PART 2
Chapter 2
(continued)
"Oh, that's it!" said the prince. "And so am I to be getting
ready for a journey too? At your service," he said to his wife,
sitting down. "And I tell you what, Katia," he went on to his
younger daughter, "you must wake up one fine day and say to
yourself: Why, I'm quite well, and merry, and going out again
with father for an early morning walk in the frost. Hey?"
What her father said seemed simple enough, yet at these words
Kitty became confused and overcome like a detected criminal.
"Yes, he sees it all, he understands it all, and in these words
he's telling me that though I'm ashamed, I must get over my
shame." She could not pluck up spirit to make any answer. She
tried to begin, and all at once burst into tears, and rushed out
of the room.
"See what comes of your jokes!" the princess pounced down on her
husband. "You're always..." she began a string of reproaches.
The prince listened to the princess's scolding rather a long
while without speaking, but his face was more and more frowning.
"She's so much to be pitied, poor child, so much to be pitied,
and you don't feel how it hurts her to hear the slightest
reference to the cause of it. Ah! to be so mistaken in people!"
said the princess, and by the change in her tone both Dolly and
the prince knew she was speaking of Vronsky. "I don't know why
there aren't laws against such base, dishonorable people."
"Ah, I can't bear to hear you!" said the prince gloomily, getting
up from his low chair, and seeming anxious to get away, yet
stopping in the doorway. "There are laws, madam, and since
you've challenged me to it, I'll tell you who's to blame for it
all: you and you, you and nobody else. Laws against such young
gallants there have always been, and there still are! Yes, if
there has been nothing that ought not to have been, old as I am,
I'd have called him out to the barrier, the young dandy. Yes,
and now you physic her and call in these quacks."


Activity: Your output should be the line with "Describe the element at coordinates (571, 36)" and all following lines of the data below, through the end, repeated exactly.
☆ ☆ ☆ ☆
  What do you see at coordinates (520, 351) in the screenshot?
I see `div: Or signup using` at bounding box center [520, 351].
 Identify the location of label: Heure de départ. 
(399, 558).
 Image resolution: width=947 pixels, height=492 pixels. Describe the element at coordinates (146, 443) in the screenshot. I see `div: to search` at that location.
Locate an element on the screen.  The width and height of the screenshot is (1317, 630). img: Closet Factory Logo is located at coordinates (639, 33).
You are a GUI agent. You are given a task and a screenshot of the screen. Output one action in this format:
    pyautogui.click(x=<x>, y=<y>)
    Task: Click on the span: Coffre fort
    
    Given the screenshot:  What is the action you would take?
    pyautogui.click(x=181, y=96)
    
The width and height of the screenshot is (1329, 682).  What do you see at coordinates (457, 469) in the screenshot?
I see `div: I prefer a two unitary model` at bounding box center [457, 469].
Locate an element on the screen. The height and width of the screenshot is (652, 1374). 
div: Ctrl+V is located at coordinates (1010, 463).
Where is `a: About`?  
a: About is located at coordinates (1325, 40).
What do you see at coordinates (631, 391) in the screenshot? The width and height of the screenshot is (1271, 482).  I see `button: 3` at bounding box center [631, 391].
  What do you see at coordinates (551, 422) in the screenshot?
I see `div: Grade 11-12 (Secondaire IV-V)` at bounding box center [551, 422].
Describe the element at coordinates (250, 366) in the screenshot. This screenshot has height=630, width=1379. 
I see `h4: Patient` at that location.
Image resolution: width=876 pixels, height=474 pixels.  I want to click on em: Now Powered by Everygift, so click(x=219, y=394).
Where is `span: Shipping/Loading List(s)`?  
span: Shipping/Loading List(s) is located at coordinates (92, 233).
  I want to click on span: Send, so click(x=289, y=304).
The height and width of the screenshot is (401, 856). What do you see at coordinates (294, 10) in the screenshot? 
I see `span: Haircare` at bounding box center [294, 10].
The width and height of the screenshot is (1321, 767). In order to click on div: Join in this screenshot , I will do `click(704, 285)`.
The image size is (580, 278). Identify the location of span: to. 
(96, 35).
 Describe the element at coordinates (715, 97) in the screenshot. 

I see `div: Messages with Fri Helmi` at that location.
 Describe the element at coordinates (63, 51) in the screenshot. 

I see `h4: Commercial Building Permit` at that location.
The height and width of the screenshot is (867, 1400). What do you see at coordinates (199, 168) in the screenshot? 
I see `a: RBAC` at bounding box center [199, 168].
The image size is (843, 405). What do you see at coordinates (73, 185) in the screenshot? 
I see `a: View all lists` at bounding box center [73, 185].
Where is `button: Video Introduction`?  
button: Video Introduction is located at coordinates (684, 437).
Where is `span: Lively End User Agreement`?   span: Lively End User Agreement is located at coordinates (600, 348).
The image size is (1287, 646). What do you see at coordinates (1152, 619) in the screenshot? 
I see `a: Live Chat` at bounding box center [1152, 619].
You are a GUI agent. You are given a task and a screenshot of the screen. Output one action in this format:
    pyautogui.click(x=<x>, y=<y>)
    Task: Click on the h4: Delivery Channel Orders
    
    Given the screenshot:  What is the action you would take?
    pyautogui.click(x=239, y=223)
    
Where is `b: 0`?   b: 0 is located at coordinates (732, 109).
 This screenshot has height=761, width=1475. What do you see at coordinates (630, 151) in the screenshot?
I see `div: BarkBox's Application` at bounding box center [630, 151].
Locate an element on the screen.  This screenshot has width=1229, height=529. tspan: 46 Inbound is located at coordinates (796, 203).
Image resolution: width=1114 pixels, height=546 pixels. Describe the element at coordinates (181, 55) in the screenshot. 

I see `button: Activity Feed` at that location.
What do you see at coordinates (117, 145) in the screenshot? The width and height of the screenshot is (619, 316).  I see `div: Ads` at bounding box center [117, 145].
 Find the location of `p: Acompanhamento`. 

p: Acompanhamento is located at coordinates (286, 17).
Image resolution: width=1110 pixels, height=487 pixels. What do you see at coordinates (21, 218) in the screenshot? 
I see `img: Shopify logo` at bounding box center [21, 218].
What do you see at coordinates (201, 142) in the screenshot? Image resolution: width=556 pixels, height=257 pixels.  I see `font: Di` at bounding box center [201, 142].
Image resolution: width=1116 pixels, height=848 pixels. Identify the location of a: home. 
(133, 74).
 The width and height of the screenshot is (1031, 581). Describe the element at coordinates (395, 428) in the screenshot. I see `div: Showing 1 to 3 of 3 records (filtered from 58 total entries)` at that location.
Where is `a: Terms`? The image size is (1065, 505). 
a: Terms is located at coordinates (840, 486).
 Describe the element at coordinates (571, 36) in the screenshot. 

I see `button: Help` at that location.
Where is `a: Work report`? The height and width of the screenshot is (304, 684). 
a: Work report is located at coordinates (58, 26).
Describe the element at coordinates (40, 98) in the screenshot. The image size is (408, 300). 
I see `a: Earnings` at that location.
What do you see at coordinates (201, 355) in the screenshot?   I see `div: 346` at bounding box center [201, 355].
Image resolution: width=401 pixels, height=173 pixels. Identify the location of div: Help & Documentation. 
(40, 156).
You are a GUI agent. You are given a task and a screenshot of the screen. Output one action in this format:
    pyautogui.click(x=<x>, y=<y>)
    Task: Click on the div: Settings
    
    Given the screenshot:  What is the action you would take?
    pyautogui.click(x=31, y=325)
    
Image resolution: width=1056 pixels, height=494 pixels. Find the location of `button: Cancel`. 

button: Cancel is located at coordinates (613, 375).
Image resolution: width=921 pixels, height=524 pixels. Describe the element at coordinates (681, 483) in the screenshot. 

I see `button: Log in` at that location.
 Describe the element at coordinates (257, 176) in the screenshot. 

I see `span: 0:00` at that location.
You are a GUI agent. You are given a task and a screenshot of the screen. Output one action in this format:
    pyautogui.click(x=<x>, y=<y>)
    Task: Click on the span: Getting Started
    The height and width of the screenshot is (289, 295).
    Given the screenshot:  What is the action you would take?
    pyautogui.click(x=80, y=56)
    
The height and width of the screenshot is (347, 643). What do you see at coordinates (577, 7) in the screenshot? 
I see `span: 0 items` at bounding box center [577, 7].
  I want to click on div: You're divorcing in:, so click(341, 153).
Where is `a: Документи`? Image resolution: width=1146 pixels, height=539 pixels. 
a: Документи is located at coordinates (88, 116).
☆ ☆ ☆ ☆
Finished task:
 Describe the element at coordinates (571, 36) in the screenshot. 

I see `button: Help` at that location.
Where is `a: Work report`? The height and width of the screenshot is (304, 684). 
a: Work report is located at coordinates (58, 26).
Describe the element at coordinates (40, 98) in the screenshot. The image size is (408, 300). 
I see `a: Earnings` at that location.
What do you see at coordinates (201, 355) in the screenshot?   I see `div: 346` at bounding box center [201, 355].
Image resolution: width=401 pixels, height=173 pixels. Identify the location of div: Help & Documentation. 
(40, 156).
You are a GUI agent. You are given a task and a screenshot of the screen. Output one action in this format:
    pyautogui.click(x=<x>, y=<y>)
    Task: Click on the div: Settings
    
    Given the screenshot:  What is the action you would take?
    pyautogui.click(x=31, y=325)
    
Image resolution: width=1056 pixels, height=494 pixels. Find the location of `button: Cancel`. 

button: Cancel is located at coordinates (613, 375).
Image resolution: width=921 pixels, height=524 pixels. Describe the element at coordinates (681, 483) in the screenshot. 

I see `button: Log in` at that location.
 Describe the element at coordinates (257, 176) in the screenshot. 

I see `span: 0:00` at that location.
You are a GUI agent. You are given a task and a screenshot of the screen. Output one action in this format:
    pyautogui.click(x=<x>, y=<y>)
    Task: Click on the span: Getting Started
    The height and width of the screenshot is (289, 295).
    Given the screenshot:  What is the action you would take?
    pyautogui.click(x=80, y=56)
    
The height and width of the screenshot is (347, 643). What do you see at coordinates (577, 7) in the screenshot? 
I see `span: 0 items` at bounding box center [577, 7].
  I want to click on div: You're divorcing in:, so click(341, 153).
Where is `a: Документи`? Image resolution: width=1146 pixels, height=539 pixels. 
a: Документи is located at coordinates (88, 116).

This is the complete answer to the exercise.